Los Hervores: Boiling waters, dazzling stars, bizarre landscape & thermally-heated tents
In a previous article I described Los Hervores, a hot spring located 50 kilometers due west of Guadalajara.
In a previous article I described Los Hervores, a hot spring located 50 kilometers due west of Guadalajara.
For some time, I’ve wanted to spend a night at Igloo Kokolo – said to be an environmentalist’s dream come true – on the ribera sur of Lake Chapala, between Tuxcueca and Tizapán.
“The most beautiful route in and out of Guadalajara is, in my humble opinion, dizzily zigzagging Highway 54 through the spectacular Barranca del Río Santiago.”
“La Gente del Agua” by Dr. Eduardo Williams is a 416-page book, in Spanish, representing 20 years of study of the “fishers” – as he calls them to avoid gender prejudice – who live on the shores of lakes Cuitzeo and Pátzcuaro in Michoacán.
Nowadays every other renovated hacienda is advertised as a spa even though there may be no mineral-rich spring anywhere near it, and, of course, the rates for hotel/spas can be sky-high.
“I’m looking for a little-known obsidian deposit at a place called Las Pilas,” said geologist Chris Lloyd. “Want to come along?”
Several amazing caves close to Guadalajara will be presented to the public during a series of talks I will give at the Tec de Monterrey university, beginning in February.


▶ _ASSIGNMENT_: The reply should hold only the lines from the one with "I need the location" to the one with "What elements are", both ends kept, exactly as they appear below, without any pictures.

Excerpts from a figure dataset:
┄┄┄┄┄┄┄┄┄┄┄┄┄┄┄┄┄┄┄┄
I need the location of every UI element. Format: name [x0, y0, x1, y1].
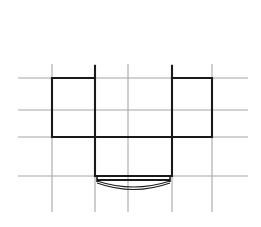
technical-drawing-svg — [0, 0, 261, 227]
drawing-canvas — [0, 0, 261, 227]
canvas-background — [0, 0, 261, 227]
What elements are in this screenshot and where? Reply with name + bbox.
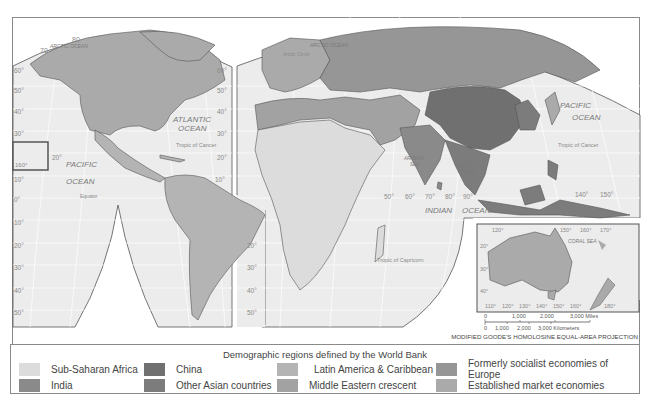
┄┄┄┄┄┄┄┄┄┄┄┄┄┄┄┄┄┄┄┄
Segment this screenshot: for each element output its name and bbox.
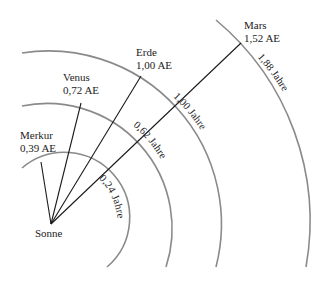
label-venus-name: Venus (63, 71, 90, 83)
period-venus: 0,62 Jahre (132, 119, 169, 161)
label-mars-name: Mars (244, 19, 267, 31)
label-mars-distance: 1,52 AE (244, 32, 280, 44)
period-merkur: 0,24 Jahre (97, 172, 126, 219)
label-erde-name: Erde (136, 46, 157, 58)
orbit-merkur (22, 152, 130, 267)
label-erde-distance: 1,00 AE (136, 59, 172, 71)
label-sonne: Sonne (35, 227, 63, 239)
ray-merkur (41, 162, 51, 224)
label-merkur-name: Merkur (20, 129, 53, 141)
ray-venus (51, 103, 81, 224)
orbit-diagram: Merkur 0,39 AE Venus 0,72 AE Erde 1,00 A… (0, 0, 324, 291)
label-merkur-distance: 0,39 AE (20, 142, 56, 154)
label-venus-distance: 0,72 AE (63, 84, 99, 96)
┄┄┄┄┄┄┄┄┄┄┄┄┄┄┄┄┄┄┄┄
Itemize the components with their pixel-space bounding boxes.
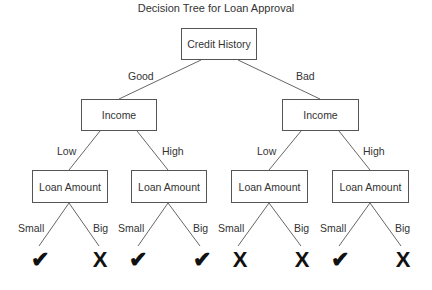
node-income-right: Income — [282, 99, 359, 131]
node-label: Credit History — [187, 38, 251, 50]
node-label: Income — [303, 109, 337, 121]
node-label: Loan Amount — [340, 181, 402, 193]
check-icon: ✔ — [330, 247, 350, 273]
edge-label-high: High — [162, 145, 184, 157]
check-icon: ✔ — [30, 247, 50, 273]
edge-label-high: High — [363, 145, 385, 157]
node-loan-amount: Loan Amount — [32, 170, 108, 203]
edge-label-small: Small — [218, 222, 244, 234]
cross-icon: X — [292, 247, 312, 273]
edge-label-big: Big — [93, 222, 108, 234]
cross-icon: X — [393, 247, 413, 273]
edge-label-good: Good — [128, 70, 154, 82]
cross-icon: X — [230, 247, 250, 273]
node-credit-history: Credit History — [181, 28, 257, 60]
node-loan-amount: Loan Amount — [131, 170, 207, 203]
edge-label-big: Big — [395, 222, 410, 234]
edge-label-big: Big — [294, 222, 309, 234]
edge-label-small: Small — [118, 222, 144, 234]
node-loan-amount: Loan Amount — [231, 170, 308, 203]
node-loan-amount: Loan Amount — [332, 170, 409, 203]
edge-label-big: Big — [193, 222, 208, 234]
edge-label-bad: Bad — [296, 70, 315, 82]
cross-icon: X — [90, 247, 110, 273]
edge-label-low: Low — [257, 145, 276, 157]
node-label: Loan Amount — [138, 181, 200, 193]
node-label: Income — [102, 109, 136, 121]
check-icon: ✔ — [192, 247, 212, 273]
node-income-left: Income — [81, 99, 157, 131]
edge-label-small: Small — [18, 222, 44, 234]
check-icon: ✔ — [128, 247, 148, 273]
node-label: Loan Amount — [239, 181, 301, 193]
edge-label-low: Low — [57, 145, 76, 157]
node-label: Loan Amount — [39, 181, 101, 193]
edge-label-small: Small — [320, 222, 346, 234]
┄┄┄┄┄┄┄┄┄┄┄┄┄┄┄┄┄┄┄┄
▶ _RESULT_:
I need the location of every UI element. Format: name [x0, y0, x1, y1].
technical-drawing-svg — [0, 0, 261, 227]
drawing-canvas — [0, 0, 261, 227]
canvas-background — [0, 0, 261, 227]
What elements are in this screenshot and where? Reply with name + bbox.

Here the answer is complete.